In future chapters, God will prove Himself faithful by showing Abram the land he and his posterity would possess (Genesis 13:14). He would rescue Lot from an awful situation that would cost him his own wife (Genesis 14). God would remind Abram of his promise with a sign of this covenant (circumcision) and impart to him righteousness in Genesis 15:6 “And he believed the Lord, and he counted it to him as righteousness.”
Abram’s call is significant because he did not know God before all of this. He was a pagan, raised in a home where their was no recognition of God. You and I would never have come to faith in God unless He revealed Himself to us.
This challenges us because you and I are married to the familiar, the comfortable and that which is habit. God has to break through all of that to get our attention.
Abram’s calling also reminds us that life is not about us. It is about being a blessing to others: serving God and serving others. We are blessed to be a blessing.
· A lesson in comparative religions, ANE style: Arnold and Beyer state:
“The Pentateuch further demonstrates God’s supreme dominion by rehearsing his dealings with individuals such as Abraham, Isaac, Jacob, Joseph, and Moses. Throughout their lives, wherever they traveled across the ancient Near East, God assured them of His presence, protection, and guidance. The Universal scope of his dominion stands in stark contrast to that of other deities of the ancient Near East, whose jurisdiction had definite geographical limits.” (Arnold and Beyer, Encountering the Old Testament, 41)

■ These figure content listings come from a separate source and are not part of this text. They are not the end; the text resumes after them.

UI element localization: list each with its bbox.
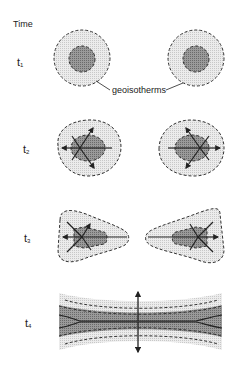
inner-body-right xyxy=(183,46,209,72)
stage-label-t2-sub: 2 xyxy=(26,149,29,155)
time-axis-label: Time xyxy=(13,20,33,29)
leader-line-left xyxy=(96,81,110,90)
stage-label-t1: t1 xyxy=(17,57,23,68)
stage-label-t1-sub: 1 xyxy=(20,62,23,68)
geoisotherms-label: geoisotherms xyxy=(112,86,166,95)
stage-label-t3-sub: 3 xyxy=(27,238,30,244)
stage-t4 xyxy=(59,292,222,352)
leader-line-right xyxy=(166,83,183,90)
stage-label-t3: t3 xyxy=(24,233,30,244)
stage-label-t4-sub: 4 xyxy=(28,323,31,329)
stage-label-t4: t4 xyxy=(25,318,31,329)
stage-t1 xyxy=(54,30,224,90)
stage-label-t2: t2 xyxy=(23,144,29,155)
diagram-canvas xyxy=(0,0,237,366)
stage-t2 xyxy=(58,120,224,176)
inner-body-left xyxy=(69,46,95,72)
stage-t3 xyxy=(58,209,224,263)
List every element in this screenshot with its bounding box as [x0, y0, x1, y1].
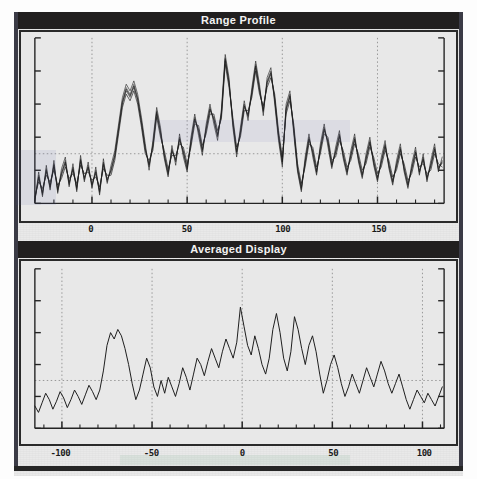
- panel-averaged-display: Averaged Display -100-50050100: [18, 241, 459, 476]
- panel-title-range-profile: Range Profile: [18, 12, 459, 29]
- xaxis-labels-range-profile: 050100150: [19, 224, 458, 237]
- xtick-label: 100: [417, 448, 432, 458]
- radar-display-figure: Range Profile 050100150 Averaged Display…: [0, 0, 477, 479]
- plot-area-averaged-display: [19, 259, 458, 446]
- range-profile-svg: [21, 32, 456, 221]
- xtick-label: -100: [50, 448, 70, 458]
- plot-area-range-profile: [19, 30, 458, 223]
- xtick-label: -50: [144, 448, 159, 458]
- xtick-label: 0: [88, 224, 93, 234]
- xaxis-labels-averaged-display: -100-50050100: [19, 448, 458, 461]
- xtick-label: 50: [328, 448, 338, 458]
- xtick-label: 100: [275, 224, 290, 234]
- xtick-label: 50: [182, 224, 192, 234]
- panel-title-averaged-display: Averaged Display: [18, 241, 459, 258]
- figure-right-edge: [459, 12, 463, 471]
- xtick-label: 150: [371, 224, 386, 234]
- figure-bottom-edge: [14, 466, 463, 471]
- averaged-display-svg: [21, 261, 456, 444]
- panel-range-profile: Range Profile 050100150: [18, 12, 459, 237]
- xtick-label: 0: [240, 448, 245, 458]
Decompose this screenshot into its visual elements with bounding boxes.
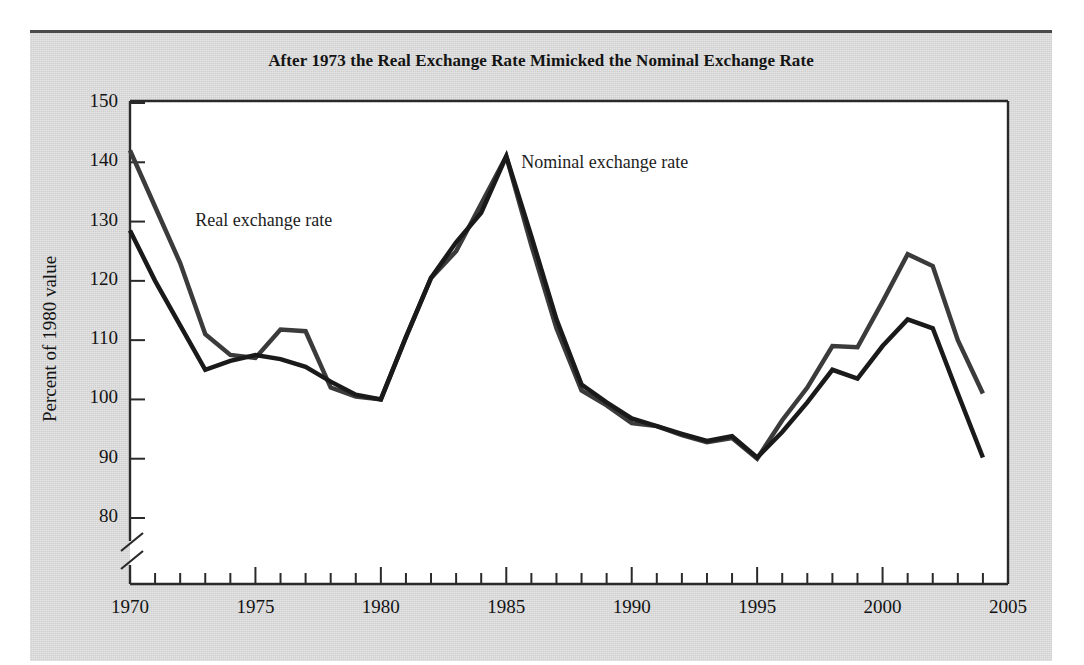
chart-svg [30,33,1052,661]
y-tick-label-90: 90 [58,446,118,468]
annotation-nominal-exchange-rate: Nominal exchange rate [521,152,688,173]
axis-break-mark-upper [121,533,143,551]
x-tick-label-1995: 1995 [717,596,797,618]
y-tick-label-120: 120 [58,268,118,290]
annotation-real-exchange-rate: Real exchange rate [195,210,332,231]
y-tick-label-100: 100 [58,386,118,408]
series-group [130,150,983,458]
x-tick-label-2000: 2000 [843,596,923,618]
series-line-nominal [130,150,983,458]
x-tick-label-1980: 1980 [341,596,421,618]
chart-figure: After 1973 the Real Exchange Rate Mimick… [0,0,1084,665]
y-tick-label-140: 140 [58,149,118,171]
axis-break-mark-lower [121,551,143,569]
chart-panel: After 1973 the Real Exchange Rate Mimick… [30,30,1052,661]
x-tick-label-1970: 1970 [90,596,170,618]
y-tick-label-130: 130 [58,209,118,231]
series-line-real [130,156,983,457]
x-tick-label-1990: 1990 [592,596,672,618]
x-tick-label-2005: 2005 [968,596,1048,618]
x-tick-label-1985: 1985 [466,596,546,618]
y-tick-label-110: 110 [58,327,118,349]
y-tick-label-150: 150 [58,90,118,112]
chart-title: After 1973 the Real Exchange Rate Mimick… [30,51,1052,71]
y-tick-label-80: 80 [58,505,118,527]
x-tick-label-1975: 1975 [215,596,295,618]
chart-svg-wrapper [30,33,1052,661]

You might ask: “So what? What difference does this make?” First, observe that God’s call to Abram was to trust him. We are reminded that every time God calls a person, it requires faith. Hebrews tells us: “Without faith, it is impossible to please God.” Many times, Jesus is recorded as saying: “Your faith has made you well.” Faith is “The assurance of things hoped for; the conviction of things not seen.” Faith requires action: and that action is trust in God no matter what.
Secondly, we see that faith requires us to do thinks that are uncomfortable at times. The Lord does not save us to live a plush life. Rather, it is uncomfortable to “deny yourself, take up your cross and follow,” Jesus.
Thirdly, Abram’s response is worship. He built an altar to the Lord. Do we have an altar to the Lord in our lives? Are we visiting the altar of the Lord to worship Him weekly? Daily? Remember that Jesus said: “Apart from Me, you can do nothing.” (John 15:5).
And so Abram needed a redirection of His comfort: not in things or places, but in God Himself. It was the Puritan George Gifford who said: “This is a singular comfort, that all things come to pass not according to wicked men’s counsels, but according to what God determines.” Let us pray.